Charity Guide Dogs has called for the sale of e-scooters to be banned, describing their use as ‘a serious safety issue for many people with sight loss’.  

Sarah Leadbetter, a campaigner at the National Federation of the Blind, has also said e-scooters made walking down the street ‘a terrifying ordeal’ for the visually impaired.

‘Rentable e-scooters are taking people away from being active and using public transport, while creating chaos and unsafe situations for pedestrians,’ she said.

​One of the firms involved in the UK government’s upcoming trial, Lime, had its e-scooters temporarily removed from Auckland’s streets in February 2019.

Stuff NZ reported that this was due to a firmware problem, which caused the wheels to lock up, ‘sending people flying over the handlebars’. 

At the time, Craig Hobbs, Auckland Council’s director for regulatory services, said Lime ‘didn’t come up to the standard’ required for e-scooter operators. 

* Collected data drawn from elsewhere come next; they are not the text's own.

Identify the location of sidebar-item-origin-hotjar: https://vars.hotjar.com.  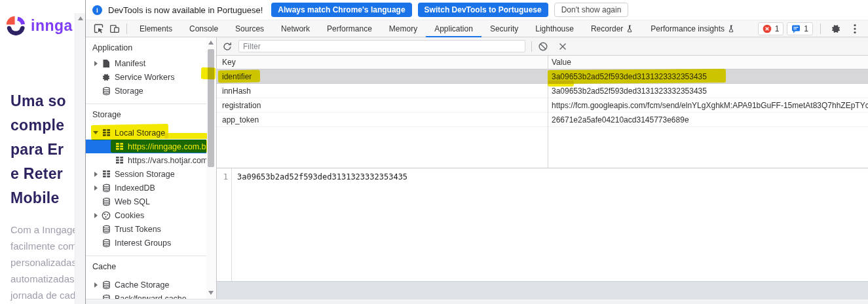
(147, 160).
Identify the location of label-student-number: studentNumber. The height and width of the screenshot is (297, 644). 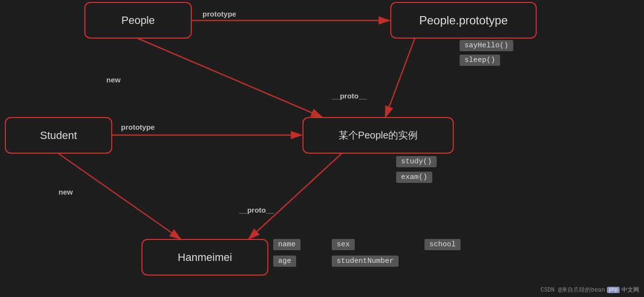
(365, 261).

In July 2020 the UK government introduced legislation trialling the use of e-scooters, through local authorities, for a period of 12 months via approved rental companies. 

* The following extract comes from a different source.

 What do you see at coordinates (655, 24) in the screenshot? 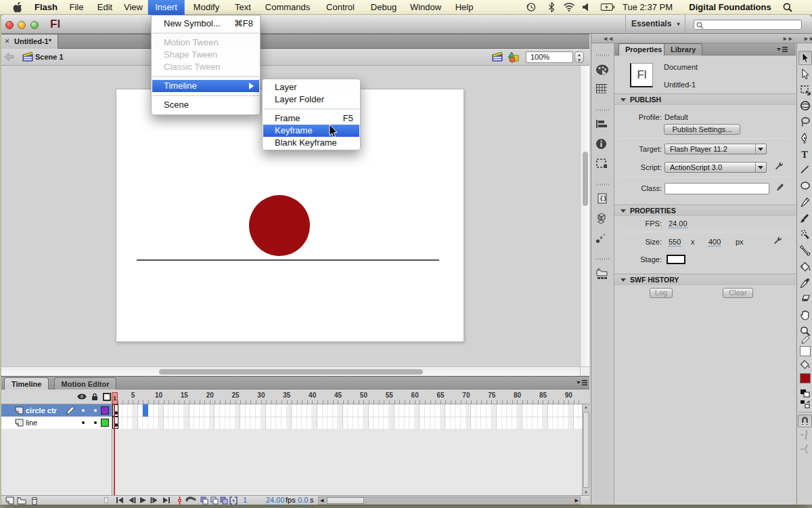
I see `workspace-switcher: Essentials▾` at bounding box center [655, 24].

Elsewhere, private use remains illegal and they cannot be used in public spaces. 

For the trial, users must be over 16, have a driving licence and the scooters must be limited to a top speed of 15.5 miles per hour.  

But there have since been reports of riders ditching their helmets, riding on pavements and collisions, or near-collisions, with pedestrians.  

E-scooters are now used in more than 100 cities worldwide, but many have suffered serious injuries while using them and others have died. 

In the UK, three people are now known to have died using them, while in America the number of e-scooter accidents that leave people needing hospital treatment has risen by more than 222 per cent in four years.  

Emily Hartridge (pictured) was killed in an accident in 2019, when she was thrown from her e-scooter on a London roundabout in what is thought to be UK’s first fatality involving one of the vehicles

Emily Hartridge is believed to be the first person to die in the UK in an accident involving an e-scooter. 

She was later ruled to be riding too fast with an under-inflated tyre when she was tragically killed in a crash with a lorry.  

In January 2020, a man on an e-scooter was spotted speeding along a busy dual carriageway and weaving through traffic at 50 miles per hour.

The shocking video footage even showed him doing wheelies and standing on one leg as he approached a roundabout during rush hour on the A972 Kingsway dual carriageway to the north of Dundee in Scotland. 

CURRENT UK E-SCOOTER LAW 

The use of privately owned e-scooters on public roads is not covered by the trial and remains illegal in the UK, as does riding any e-scooter, rental or private, on footways 

According to the Department of Transport, e-scooters are classed as ‘powered transporters’ and meet the legal definition of a ‘motor vehicle’.

They must therefore meet a number of requirements in order to be used on the road, including having insurance and conforming to ‘technical standards.’

As they do not, they are considered illegal to use on roads in Britain.

The Metropolitan Police has also said it is illegal to use e-scooters on the road and riders risk being fined or even having penalty points on their licence.

Riders also risk having their e-scooters seized by police.

The Department of Transport said e-scooters are covered by the 1988 Road Traffic Act, which also includes Segways, hoverboards, go-peds (combustion engine-powered kick scooters), powered unicycles, and u-wheels’.

The ban does not apply to electrically-assisted pedal bicycles.

According to the Department of Transport: ‘For motor vehicles to use public roads lawfully, they must meet a number of different requirements. These include insurance; conformity with technical standards and standards of use; payment of vehicle tax, licensing, and registration; driver testing and licensing; and the use of relevant safety equipment.

‘If the user of a powered transporter could meet these requirements, it might in principle be lawful for them to use public roads. However, it is likely that they will find it very difficult to comply with all of these requirements, meaning that it would be a criminal offence to use them on the road.’

E-scooters are also banned from using pavements under the 1835 Highway Act. E-scooters can be used on private land with the landowner’s permission.